When the body is rendered useless, the mind still runs like a bloodhound along well-worn trails of neurons, tracking the echoing questions: the confused family of whys, whats, and whens and their impossibly distant kin how. The search is exhaustive; the answers, elusive. Sometimes my mind went blank and listless; at other times it was flooded with storms of thought, unspeakable sadness, and intolerable loss.
Given the ease with which health infuses life with meaning and purpose, it is shocking how swiftly illness steals away those certainties. It was all I could do to get through each moment, and each moment felt like an endless hour, yet days slipped silently past. Time unused and only endured still vanishes, as if time itself is starving, and each day is swallowed whole, leaving no crumbs, no memory, no trace at all.
"I have since had a deeper sense of the horror and wonder which lurk behind life and which are concealed, as it were, behind the usual surface of health." Oliver Sacks
Sunday, August 29, 2010
"When the body is rendered useless..."
From The Sound Of A Wild Snail Eating, as featured on NPR's Weekend Edition. The quote is too long for Twitter or Facebook, but so lovely I just had to post it somewhere. So relate to the mind running "like a bloodhound" or being "flooded with storms of thought, unspeakable sadness, and intolerable loss" as well as the way time is both painstakingly slow and instantaneous at the same time. The discussion at NPR also reminded me of my desire for a terrarium. Some connection to the forest that I miss so much.
Tuesday, August 24, 2010
Did Alter alter much?
No energy for a thoughtful, analytical post. But here are a few thoughts about yesterday's publication of the long-awaited paper from Harvey Alter and company (the paper that I mentioned had been withheld in my last post), as well as the media coverage which followed:
1. This was a much smaller study than I was expecting. It was only 37 patients and 40 controls. May explain why Big Pharma still sounds so tentative, despite the accompanying commentary [note: PDF] that suggested clinical trials of anti-retrovirals for ME/CFS patients would be appropriate to help answer the question of causation.
2. I was surprised that the angle journalists took (perhaps based on the spin from tele-news conference & CFIDS Association) was "new hope for CFS patients" rather than "11 million people might have a leukemia-causing retrovirus and it's tainted the blood supply!" I would have thought the later would have sold more papers, but that's just me.
3. What I really appreciated about this paper was that it took the whole XMRV discussion beyond "she found it; he didn't" to a whole new level: we might be looking for a family mouse-derived retroviruses. This is what good science does. What has been so frustrating about the research thus far is that because they hadn't been actually replicating the original Lombardi paper in Science, they were simply showing us how NOT to find the virus. It really wasn't moving us forward but it was wasting a lot of time.
4. It sounds like Alter is saying that XMRV is one variant of a family mouse-derived leukemia viruses. Could the DeFreitas virus be among them?
Just a few thoughts after yesterday. Off to rest. Totally crashing after the excitement.
Okay -- just one more question after talking to my boyfriend in the UK, why are papers in the UK not reporting on the Alter paper? Have they all decided that the matter is settled from the earlier negative studies?
1. This was a much smaller study than I was expecting. It was only 37 patients and 40 controls. May explain why Big Pharma still sounds so tentative, despite the accompanying commentary [note: PDF] that suggested clinical trials of anti-retrovirals for ME/CFS patients would be appropriate to help answer the question of causation.
2. I was surprised that the angle journalists took (perhaps based on the spin from tele-news conference & CFIDS Association) was "new hope for CFS patients" rather than "11 million people might have a leukemia-causing retrovirus and it's tainted the blood supply!" I would have thought the later would have sold more papers, but that's just me.
3. What I really appreciated about this paper was that it took the whole XMRV discussion beyond "she found it; he didn't" to a whole new level: we might be looking for a family mouse-derived retroviruses. This is what good science does. What has been so frustrating about the research thus far is that because they hadn't been actually replicating the original Lombardi paper in Science, they were simply showing us how NOT to find the virus. It really wasn't moving us forward but it was wasting a lot of time.
4. It sounds like Alter is saying that XMRV is one variant of a family mouse-derived leukemia viruses. Could the DeFreitas virus be among them?
Just a few thoughts after yesterday. Off to rest. Totally crashing after the excitement.
Okay -- just one more question after talking to my boyfriend in the UK, why are papers in the UK not reporting on the Alter paper? Have they all decided that the matter is settled from the earlier negative studies?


WORK ITEM: Filter the entries for the word "style". Copy each line in which it occurs.

+++

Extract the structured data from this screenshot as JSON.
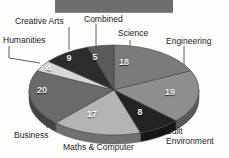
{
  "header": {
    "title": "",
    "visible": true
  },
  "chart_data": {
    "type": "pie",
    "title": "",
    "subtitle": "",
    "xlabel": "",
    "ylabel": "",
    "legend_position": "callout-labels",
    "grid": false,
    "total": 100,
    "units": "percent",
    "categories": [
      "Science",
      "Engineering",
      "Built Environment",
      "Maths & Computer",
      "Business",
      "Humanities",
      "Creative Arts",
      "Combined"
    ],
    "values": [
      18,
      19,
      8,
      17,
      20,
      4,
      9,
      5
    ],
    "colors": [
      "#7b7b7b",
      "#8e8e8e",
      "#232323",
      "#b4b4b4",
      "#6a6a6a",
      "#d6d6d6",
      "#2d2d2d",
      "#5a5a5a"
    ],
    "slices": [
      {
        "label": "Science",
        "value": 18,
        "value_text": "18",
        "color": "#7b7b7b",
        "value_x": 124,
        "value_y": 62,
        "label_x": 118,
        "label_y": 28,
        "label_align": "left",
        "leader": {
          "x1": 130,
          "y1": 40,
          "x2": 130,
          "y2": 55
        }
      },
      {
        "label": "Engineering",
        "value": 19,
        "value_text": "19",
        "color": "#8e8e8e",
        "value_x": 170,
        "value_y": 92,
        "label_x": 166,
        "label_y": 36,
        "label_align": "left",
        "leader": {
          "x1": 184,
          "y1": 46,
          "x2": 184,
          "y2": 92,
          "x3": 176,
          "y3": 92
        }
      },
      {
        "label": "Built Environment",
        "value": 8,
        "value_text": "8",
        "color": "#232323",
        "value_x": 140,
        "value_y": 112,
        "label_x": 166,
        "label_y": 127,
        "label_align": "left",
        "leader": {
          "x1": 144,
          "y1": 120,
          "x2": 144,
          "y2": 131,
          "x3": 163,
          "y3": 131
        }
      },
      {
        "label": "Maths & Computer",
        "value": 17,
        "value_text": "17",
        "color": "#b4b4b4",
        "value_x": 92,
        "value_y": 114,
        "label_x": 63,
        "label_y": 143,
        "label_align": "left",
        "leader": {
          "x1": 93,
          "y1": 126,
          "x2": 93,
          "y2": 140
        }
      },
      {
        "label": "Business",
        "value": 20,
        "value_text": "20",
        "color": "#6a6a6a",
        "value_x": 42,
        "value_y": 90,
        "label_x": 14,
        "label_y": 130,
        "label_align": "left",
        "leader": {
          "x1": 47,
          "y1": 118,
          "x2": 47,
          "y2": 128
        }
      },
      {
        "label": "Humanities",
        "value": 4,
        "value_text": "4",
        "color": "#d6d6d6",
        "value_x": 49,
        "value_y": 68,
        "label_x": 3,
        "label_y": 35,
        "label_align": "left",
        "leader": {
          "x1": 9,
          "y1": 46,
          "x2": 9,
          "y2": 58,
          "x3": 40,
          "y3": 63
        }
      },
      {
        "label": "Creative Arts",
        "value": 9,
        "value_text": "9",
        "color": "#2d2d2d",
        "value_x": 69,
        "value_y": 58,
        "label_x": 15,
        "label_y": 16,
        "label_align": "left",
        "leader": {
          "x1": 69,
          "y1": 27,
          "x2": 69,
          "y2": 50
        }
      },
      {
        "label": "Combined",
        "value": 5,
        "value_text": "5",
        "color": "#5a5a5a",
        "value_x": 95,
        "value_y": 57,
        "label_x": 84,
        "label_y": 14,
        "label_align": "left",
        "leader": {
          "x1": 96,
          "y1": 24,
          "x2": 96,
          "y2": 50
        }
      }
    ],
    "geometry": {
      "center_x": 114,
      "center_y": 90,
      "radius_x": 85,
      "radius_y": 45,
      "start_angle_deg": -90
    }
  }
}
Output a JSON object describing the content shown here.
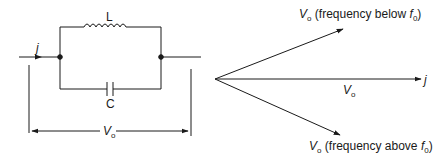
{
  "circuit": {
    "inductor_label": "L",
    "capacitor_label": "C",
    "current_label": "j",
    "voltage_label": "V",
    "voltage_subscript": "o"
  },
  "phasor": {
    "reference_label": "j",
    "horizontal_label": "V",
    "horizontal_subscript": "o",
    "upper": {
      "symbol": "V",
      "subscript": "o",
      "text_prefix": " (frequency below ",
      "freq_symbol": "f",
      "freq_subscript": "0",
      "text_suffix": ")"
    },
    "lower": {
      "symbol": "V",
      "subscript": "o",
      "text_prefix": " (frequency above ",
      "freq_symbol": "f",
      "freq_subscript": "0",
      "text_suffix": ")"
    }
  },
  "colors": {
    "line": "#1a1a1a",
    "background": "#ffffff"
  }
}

+++

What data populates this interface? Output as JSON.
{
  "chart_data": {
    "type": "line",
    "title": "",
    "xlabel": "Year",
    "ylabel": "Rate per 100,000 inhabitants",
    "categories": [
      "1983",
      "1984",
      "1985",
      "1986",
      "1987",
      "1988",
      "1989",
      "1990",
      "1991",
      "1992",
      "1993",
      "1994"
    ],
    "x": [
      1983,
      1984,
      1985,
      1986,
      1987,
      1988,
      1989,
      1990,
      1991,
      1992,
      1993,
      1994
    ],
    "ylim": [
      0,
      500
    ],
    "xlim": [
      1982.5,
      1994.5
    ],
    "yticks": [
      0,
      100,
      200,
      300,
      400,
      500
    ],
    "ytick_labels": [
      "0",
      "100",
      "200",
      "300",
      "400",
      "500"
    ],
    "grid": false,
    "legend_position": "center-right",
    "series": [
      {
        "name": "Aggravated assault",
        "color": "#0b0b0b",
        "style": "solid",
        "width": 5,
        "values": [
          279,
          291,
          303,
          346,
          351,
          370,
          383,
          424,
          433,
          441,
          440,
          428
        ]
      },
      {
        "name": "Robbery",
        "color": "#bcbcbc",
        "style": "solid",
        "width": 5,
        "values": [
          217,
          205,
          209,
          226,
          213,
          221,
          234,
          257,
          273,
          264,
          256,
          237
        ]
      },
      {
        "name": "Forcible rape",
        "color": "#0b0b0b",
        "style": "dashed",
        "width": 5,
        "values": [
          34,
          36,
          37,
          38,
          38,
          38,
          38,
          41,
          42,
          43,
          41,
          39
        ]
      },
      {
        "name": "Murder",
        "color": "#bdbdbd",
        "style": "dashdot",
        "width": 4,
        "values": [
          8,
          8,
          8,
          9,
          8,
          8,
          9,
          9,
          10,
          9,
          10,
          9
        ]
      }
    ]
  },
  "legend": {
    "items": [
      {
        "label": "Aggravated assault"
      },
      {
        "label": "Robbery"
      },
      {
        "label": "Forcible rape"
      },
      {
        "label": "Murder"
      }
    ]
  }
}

+++

RESPONSE TO THE EXERCISE:
        "style": "solid",
        "style": "solid",
        "style": "dashed",
        "style": "dashdot",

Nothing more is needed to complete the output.